Look at all those clinics where trainers take wild mustangs and within 3 days they have them halter broke and are riding them around. With out the horse ever getting upset or bucking. Anyways thats my soap box and my experience with whether a driving horse can be successfully and safely pulling a cart in less than 6 months.
A driving horse is a whole different ball game. You have attached a "weapon" to them that can hurt them. I have know plenty of horses who have had wrecks with vehicles and now will never drive. I can't say the same thing about riding horses.
I would say that your techniques are quite different than the professional expert driving trainers that I know (local, national, and international). If it works for you, fine. I have made the mistake of confusing "acceptance" with "readiness" and had disasterous results. Yes, I have had horses that went from harness to hitch in six easy lessons, but those were the rare exceptions. When I am training, I will take the time to actually "push" my horses a little so that I know what their "breaking point" is. I want to know what is going to make them "freak" or spook before I even put to and help them understand how to work through it safely (John Lyons calls it "spook in place"). It's not a matter of "if" but "when" they spook, even with our absolutely quiet horses. Those are the ones that I am MOST leary of because when they blow, they blow fast and hard.
Just this weekend we were at a Horse Fair and a kids driving group was on their way into the arena. One of the minis blew up and reared (with a header) and fell over backwards. My husband and I happened to be standing right there, so in true carriage driver fashion we jumped right in to help. We told the adults to get the mini's head down, but unfortunately his head was on top of the shaft facing the cart, so an adult held the horse's head. This didn't really keep it from thrashing as we were trying to get it out of the tangled mess. I told them to release the backstrap as that would drop the whole back assembly of the harness (my hands were full of stuff for the next group waiting to go in the arena). The crupper had slipped off the tail and the breeching was under the horse, so we had to go after other buckles. My husband started undoing the saddle and found that the harness didn't have open tugs, but those modified wrap tugs, so even releasing the backstrap wouldn't have worked as the horse was "wedged" in the cart. They managed to get the harness off the horse without cutting something, but my husband was ready to get his jackknife out.
After that, the other horses started fussing and the kids kept jumping out of their carts, so I was running around telling them that they needed to be in the cart if their horse was put to. Each one had a header who was holding the rein instead of the caveson. If the first one had the caveson, they might have been able to pull the mini out of the air or keep it down in the first place. When I head, I have two fingers in the caveson and my thumb around the rein. That way, I am not mixing the signals either from what the driver is telling the horse. I also looked at their other harnesses, and instead of a buckle on the backstrap, there was a Conway buckle. Even if we were able to get to that downed horse's backstrap, we wouldn't have been able to get it off easily. These horses are supposedly so trained, that they are part of a kids performance group. It can happen at any time.
IMO (and a lot of other people) driving is THE most dangerous thing you can do with a horse (even with a mini) besides maybe bronc riding or steer wrestling. That is why drivers are extremely concerned about safety and accepted driving practices. I don't know of a equine sport that is
more about safety than driving. I have a friend who was giving a clinic to a 4-H group and going over the proper methods of handling a driving horse. The 4-H leader told him that they weren't concerned about safety, they just wanted to have fun.
Needless to say, he didn't put in a lot of time there anymore if even the leadership for the group wasn't going to listen. You can't have fun if you are not safe.
You can't teach a kid what numbers are and have them dividing them in the same day. I write this so that anyone reading understands that this is the exception rather than the rule with driving horses.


BRIEF:
An exact restatement of the data below, with the pictures removed, is the required answer.

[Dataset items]
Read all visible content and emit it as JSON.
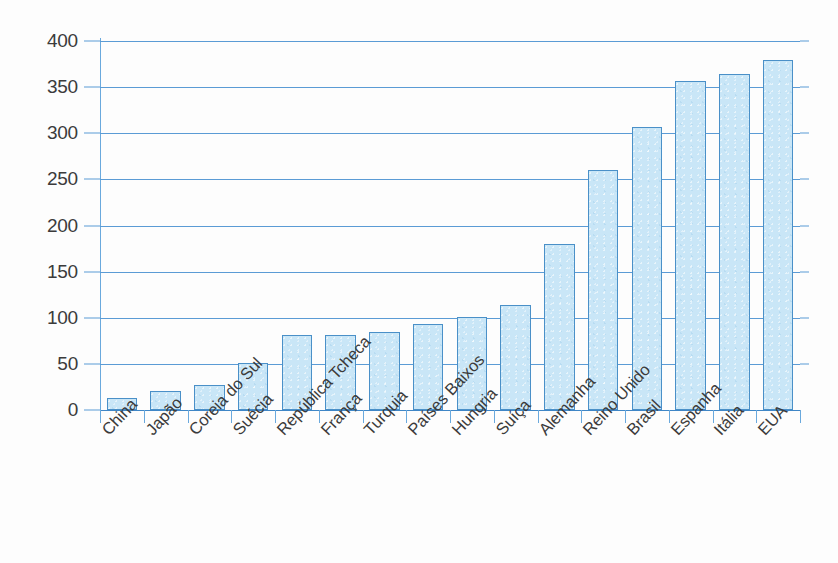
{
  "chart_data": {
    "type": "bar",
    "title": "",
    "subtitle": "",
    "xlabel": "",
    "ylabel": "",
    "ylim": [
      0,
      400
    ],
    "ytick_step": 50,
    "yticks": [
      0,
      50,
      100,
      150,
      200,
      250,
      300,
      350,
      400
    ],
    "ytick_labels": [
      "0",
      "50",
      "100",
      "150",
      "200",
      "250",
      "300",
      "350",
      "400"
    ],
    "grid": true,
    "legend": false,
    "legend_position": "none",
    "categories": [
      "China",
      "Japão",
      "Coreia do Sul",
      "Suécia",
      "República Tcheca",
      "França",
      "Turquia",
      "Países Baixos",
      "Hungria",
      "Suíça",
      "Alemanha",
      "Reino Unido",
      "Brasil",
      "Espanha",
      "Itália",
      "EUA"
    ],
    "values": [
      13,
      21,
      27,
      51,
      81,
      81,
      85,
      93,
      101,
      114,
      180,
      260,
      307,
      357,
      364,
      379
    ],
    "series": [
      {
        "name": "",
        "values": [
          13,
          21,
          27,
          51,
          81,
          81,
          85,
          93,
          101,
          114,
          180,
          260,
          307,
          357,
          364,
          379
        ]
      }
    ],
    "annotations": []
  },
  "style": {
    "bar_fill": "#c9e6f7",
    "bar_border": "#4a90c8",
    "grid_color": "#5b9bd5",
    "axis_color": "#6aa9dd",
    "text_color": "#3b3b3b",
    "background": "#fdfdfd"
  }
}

OUTPUT OF THE EXERCISE:
Read all visible content and emit it as JSON.
{
  "chart_data": {
    "type": "bar",
    "title": "",
    "subtitle": "",
    "xlabel": "",
    "ylabel": "",
    "ylim": [
      0,
      400
    ],
    "ytick_step": 50,
    "yticks": [
      0,
      50,
      100,
      150,
      200,
      250,
      300,
      350,
      400
    ],
    "ytick_labels": [
      "0",
      "50",
      "100",
      "150",
      "200",
      "250",
      "300",
      "350",
      "400"
    ],
    "grid": true,
    "legend": false,
    "legend_position": "none",
    "categories": [
      "China",
      "Japão",
      "Coreia do Sul",
      "Suécia",
      "República Tcheca",
      "França",
      "Turquia",
      "Países Baixos",
      "Hungria",
      "Suíça",
      "Alemanha",
      "Reino Unido",
      "Brasil",
      "Espanha",
      "Itália",
      "EUA"
    ],
    "values": [
      13,
      21,
      27,
      51,
      81,
      81,
      85,
      93,
      101,
      114,
      180,
      260,
      307,
      357,
      364,
      379
    ],
    "series": [
      {
        "name": "",
        "values": [
          13,
          21,
          27,
          51,
          81,
          81,
          85,
          93,
          101,
          114,
          180,
          260,
          307,
          357,
          364,
          379
        ]
      }
    ],
    "annotations": []
  },
  "style": {
    "bar_fill": "#c9e6f7",
    "bar_border": "#4a90c8",
    "grid_color": "#5b9bd5",
    "axis_color": "#6aa9dd",
    "text_color": "#3b3b3b",
    "background": "#fdfdfd"
  }
}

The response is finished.